What to read next
Available at National Bookstores.
Not That Kind of Girl by Lena Dunham, Php845. In HBO’s Girls, written and directed by Lena Dunham, Lena Dunham plays a character who is writing a book of personal essays. Here is the actual Lena Dunham’s book of personal essays (the names have been changed). If the characters are half as funny, aggressively imperfect, maddening and surprising as those in Girls, this should be fun.
The Melancholy of Resistance by Laszlo Krasznahorkai, Php899. Translated from the Hungarian by George Szirtes. According to the blurb, a surreal novel about a circus arriving in a small town with the stuffed corpse of the largest whale in the world. It sounds like the plot of a Bela Tarr movie we’d seen at a film festival—turns out it is the source. One of Tarr’s most famous movies, Satantango, is also adapted from a Krasznahorkai novel. And we have a strange fascination with authors whose names are hard to spell (Hungarians and Russians win).
The Garden of Departed Cats by Bilge Karasu, Php895. Translated from the Turkish by Aron Aji. Twelve strange fables. They had us at the title.
October 4th, 2014 at 04:57
Laszlo Krasznahorkai, the second most difficult name to spell but only second to Sigizmund Krzhizhanovsky (“The Letter Killers Club”).
Lena Dunham’s well-crafted essay, “Growing Up in Therapy,” which appears in The New Yorker, is probably a foretaste of the book collection: http://www.newyorker.com/magazine/2014/09/01/difficult-girl.
Thanks for the recommendations!
October 4th, 2014 at 23:37
Interesting titles: The Melancholy of Resistance and The Garden of Departed. Makabili nga.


* _Work instruction_: Nothing in the records may be left out or reworded; return them exactly.

* _Data to examine_:

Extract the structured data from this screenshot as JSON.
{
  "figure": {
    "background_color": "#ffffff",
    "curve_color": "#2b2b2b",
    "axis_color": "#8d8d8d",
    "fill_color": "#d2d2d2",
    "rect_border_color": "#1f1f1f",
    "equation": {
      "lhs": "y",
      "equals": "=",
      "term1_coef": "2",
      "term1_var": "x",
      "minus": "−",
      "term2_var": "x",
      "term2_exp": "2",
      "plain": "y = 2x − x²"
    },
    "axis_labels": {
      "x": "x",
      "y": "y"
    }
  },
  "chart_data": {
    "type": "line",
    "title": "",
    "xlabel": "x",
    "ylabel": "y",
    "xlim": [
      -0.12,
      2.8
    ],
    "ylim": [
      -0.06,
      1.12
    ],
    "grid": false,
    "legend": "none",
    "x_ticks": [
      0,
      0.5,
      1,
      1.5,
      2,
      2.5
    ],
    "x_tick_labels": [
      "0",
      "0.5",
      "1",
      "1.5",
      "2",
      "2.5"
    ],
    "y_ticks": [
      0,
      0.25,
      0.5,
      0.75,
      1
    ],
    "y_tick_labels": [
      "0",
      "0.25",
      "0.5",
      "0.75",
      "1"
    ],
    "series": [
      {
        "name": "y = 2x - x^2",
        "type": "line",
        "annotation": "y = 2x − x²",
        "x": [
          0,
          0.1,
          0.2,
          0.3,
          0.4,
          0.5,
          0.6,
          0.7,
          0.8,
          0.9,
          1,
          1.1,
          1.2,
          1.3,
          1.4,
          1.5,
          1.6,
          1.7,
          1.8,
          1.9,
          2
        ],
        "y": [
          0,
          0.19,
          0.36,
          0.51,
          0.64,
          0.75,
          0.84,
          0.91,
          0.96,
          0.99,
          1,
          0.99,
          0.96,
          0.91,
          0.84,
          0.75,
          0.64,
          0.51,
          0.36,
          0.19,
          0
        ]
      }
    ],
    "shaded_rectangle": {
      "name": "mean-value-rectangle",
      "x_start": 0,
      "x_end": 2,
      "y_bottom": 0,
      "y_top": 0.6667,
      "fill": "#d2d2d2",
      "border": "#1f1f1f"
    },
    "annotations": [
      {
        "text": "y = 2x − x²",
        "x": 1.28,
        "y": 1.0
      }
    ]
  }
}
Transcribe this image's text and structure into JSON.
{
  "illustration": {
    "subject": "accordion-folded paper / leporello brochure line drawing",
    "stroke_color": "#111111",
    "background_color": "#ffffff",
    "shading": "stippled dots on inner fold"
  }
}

* _Your response_:
Extract the structured data from this screenshot as JSON.
{
  "figure": {
    "background_color": "#ffffff",
    "curve_color": "#2b2b2b",
    "axis_color": "#8d8d8d",
    "fill_color": "#d2d2d2",
    "rect_border_color": "#1f1f1f",
    "equation": {
      "lhs": "y",
      "equals": "=",
      "term1_coef": "2",
      "term1_var": "x",
      "minus": "−",
      "term2_var": "x",
      "term2_exp": "2",
      "plain": "y = 2x − x²"
    },
    "axis_labels": {
      "x": "x",
      "y": "y"
    }
  },
  "chart_data": {
    "type": "line",
    "title": "",
    "xlabel": "x",
    "ylabel": "y",
    "xlim": [
      -0.12,
      2.8
    ],
    "ylim": [
      -0.06,
      1.12
    ],
    "grid": false,
    "legend": "none",
    "x_ticks": [
      0,
      0.5,
      1,
      1.5,
      2,
      2.5
    ],
    "x_tick_labels": [
      "0",
      "0.5",
      "1",
      "1.5",
      "2",
      "2.5"
    ],
    "y_ticks": [
      0,
      0.25,
      0.5,
      0.75,
      1
    ],
    "y_tick_labels": [
      "0",
      "0.25",
      "0.5",
      "0.75",
      "1"
    ],
    "series": [
      {
        "name": "y = 2x - x^2",
        "type": "line",
        "annotation": "y = 2x − x²",
        "x": [
          0,
          0.1,
          0.2,
          0.3,
          0.4,
          0.5,
          0.6,
          0.7,
          0.8,
          0.9,
          1,
          1.1,
          1.2,
          1.3,
          1.4,
          1.5,
          1.6,
          1.7,
          1.8,
          1.9,
          2
        ],
        "y": [
          0,
          0.19,
          0.36,
          0.51,
          0.64,
          0.75,
          0.84,
          0.91,
          0.96,
          0.99,
          1,
          0.99,
          0.96,
          0.91,
          0.84,
          0.75,
          0.64,
          0.51,
          0.36,
          0.19,
          0
        ]
      }
    ],
    "shaded_rectangle": {
      "name": "mean-value-rectangle",
      "x_start": 0,
      "x_end": 2,
      "y_bottom": 0,
      "y_top": 0.6667,
      "fill": "#d2d2d2",
      "border": "#1f1f1f"
    },
    "annotations": [
      {
        "text": "y = 2x − x²",
        "x": 1.28,
        "y": 1.0
      }
    ]
  }
}
Transcribe this image's text and structure into JSON.
{
  "illustration": {
    "subject": "accordion-folded paper / leporello brochure line drawing",
    "stroke_color": "#111111",
    "background_color": "#ffffff",
    "shading": "stippled dots on inner fold"
  }
}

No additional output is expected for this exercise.